Because Graves loved Rue. Still, she dared not say it aloud. Not when Hawk’s eyes were already shuttering. Not when his mouth thinned into that line that said don’t hope for more.
But then he wiped a tear from her cheek with such tenderness... and his thumb lingered on the corner of her mouth.
“The army will lose a great captain with Graves’s absence,” he said softly. “But if I were to stay… the army would lose its cavalry. There is no other general in my position, Celeste. Not going is not an option.”
“Then take me with you,” she said.
“You don’t know what you ask—”
She reached for him. Caught his hand between both of hers.
“Please,” she breathed. “I know some officers take their wives. I can come. I’ll help—I can take care of you. I won’t be in the way.”
His fingers twitched in hers, but didn’t pull free. The candlelight flickered across his features—his silver hair, the deep shadows under his eyes, the rigid set of his jaw. And when he looked down at their joined hands, it was with a stare so unguarded, so pained, it made her chest ache.
“Titania belongs in a fairy world, not in war,” he said, and his voice was hoarse.
Celeste gripped her skirts. Titania, indeed. The gown clung to her form in fragile illusion. The flowers crowning her curls drooped, their stems loosened by the crush of dancing and heartbreak.
She was tulle and tears and a pleading heart.

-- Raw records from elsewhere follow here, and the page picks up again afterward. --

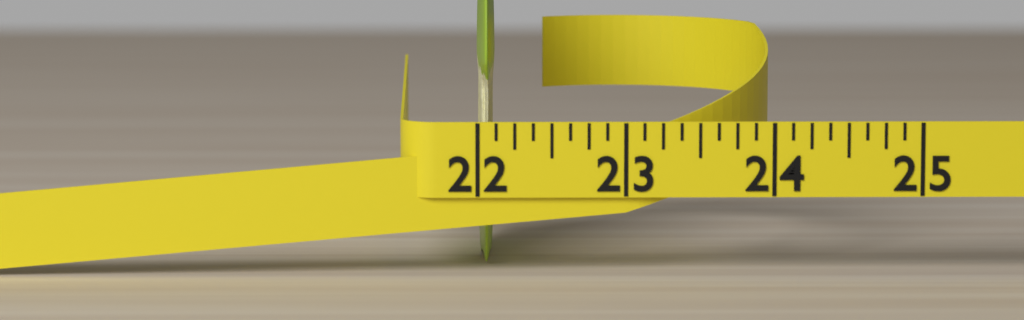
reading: 22.125 (no unit)
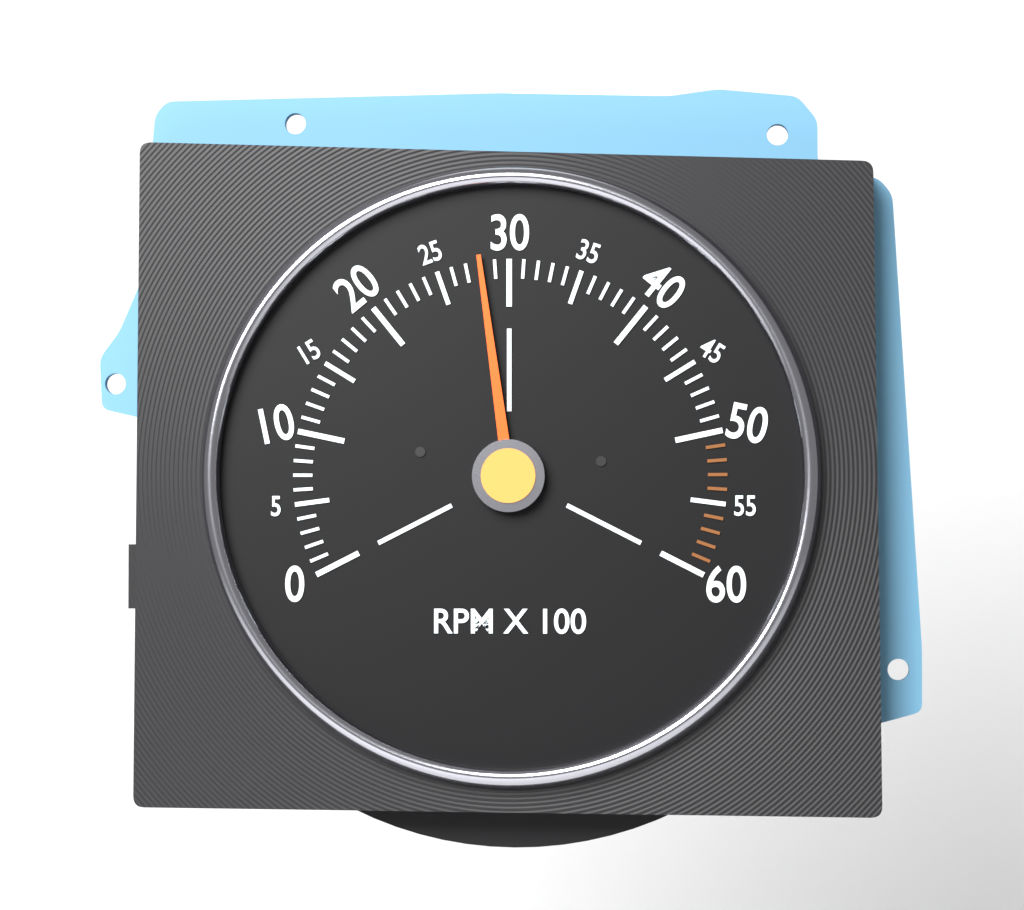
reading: 2800 RPM
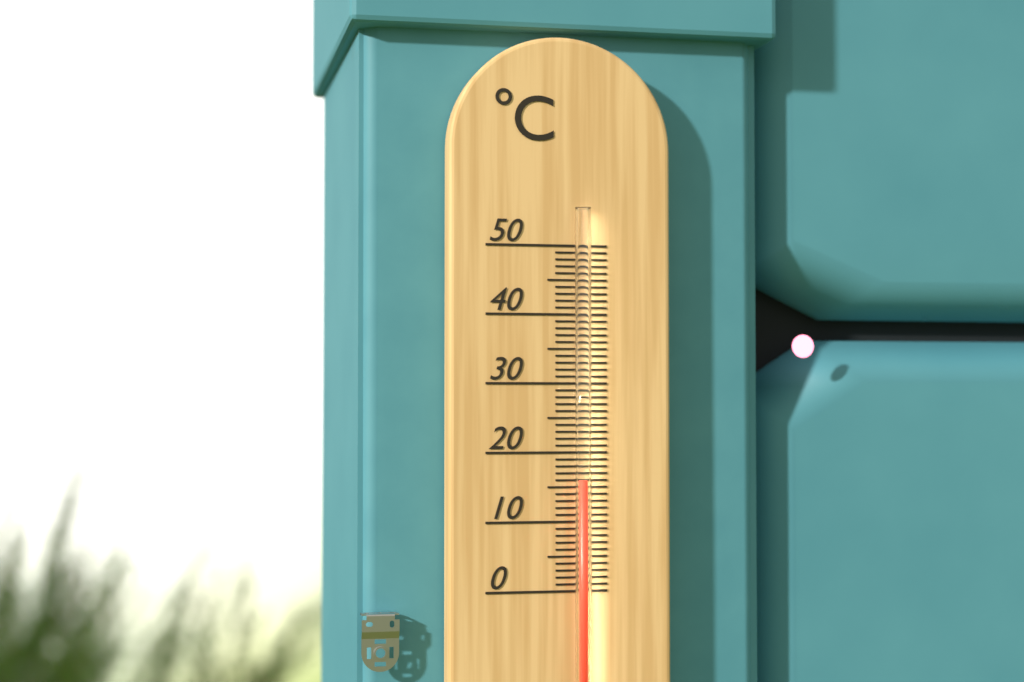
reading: 16 °C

He was iron and silence and a coming war.
And they had never stood further apart.
“Here are my arms, my cheeks. My eyes. I’m not an illusion.” Celeste removed the flowers from her hair. “Like any woman, I have senses, feelings. Passions. Am I not fed with the same food? Hurt with the same careless words? Cured with the same caresses? Don’t I feel cold? Sleepy? Sorrowful?”

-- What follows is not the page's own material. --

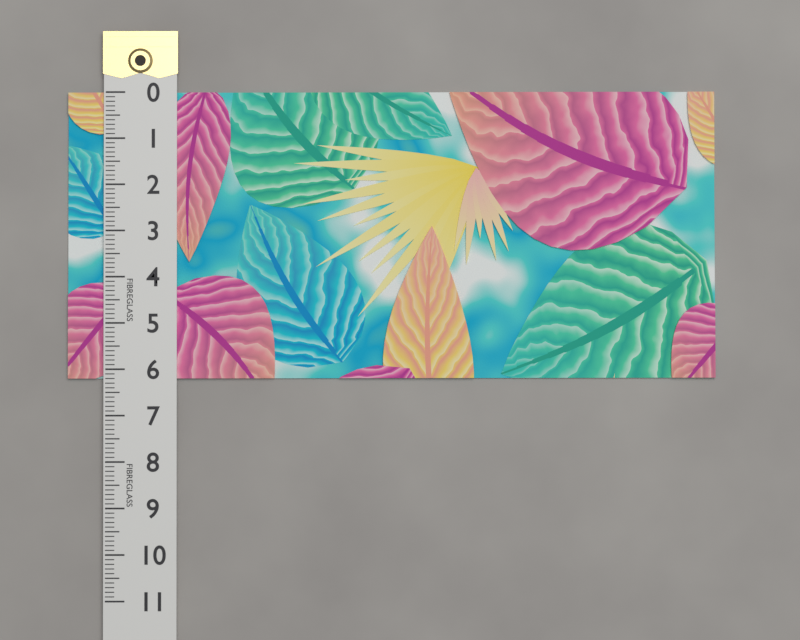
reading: 6.2 (no unit)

She let her gown fall and stepped out of it as though shedding skin, and stood bare before him. No flowers. No tulle. No illusions.
Just Celeste.
“I have a heart, like any other woman. It beats. It burns. It breaks. If you tickle me, do I not laugh? If you wound me, do I not bleed? And if you leave me, will I not be destroyed?”
“The world I’m about to enter…” he rasped, “there’s no magic in it. Only blood and smoke. You deserve better.”
There was a finality in his voice that struck her in the chest. So this was the end. She had given him everything—her truth, her tears, her trembling strength. And it was not enough.
He would not change his mind. Nothing she spoke could move immovable Hawk. That he was so strong and she, so weak, was her greatest tragedy.
“I know you see me as a foolish child. And yet, this child loves you with a heart as strong as the mightiest that ever lived in your world.” Her breath hitched. Her arms dropped to her sides. “If only the rest of her were not so pitiful.”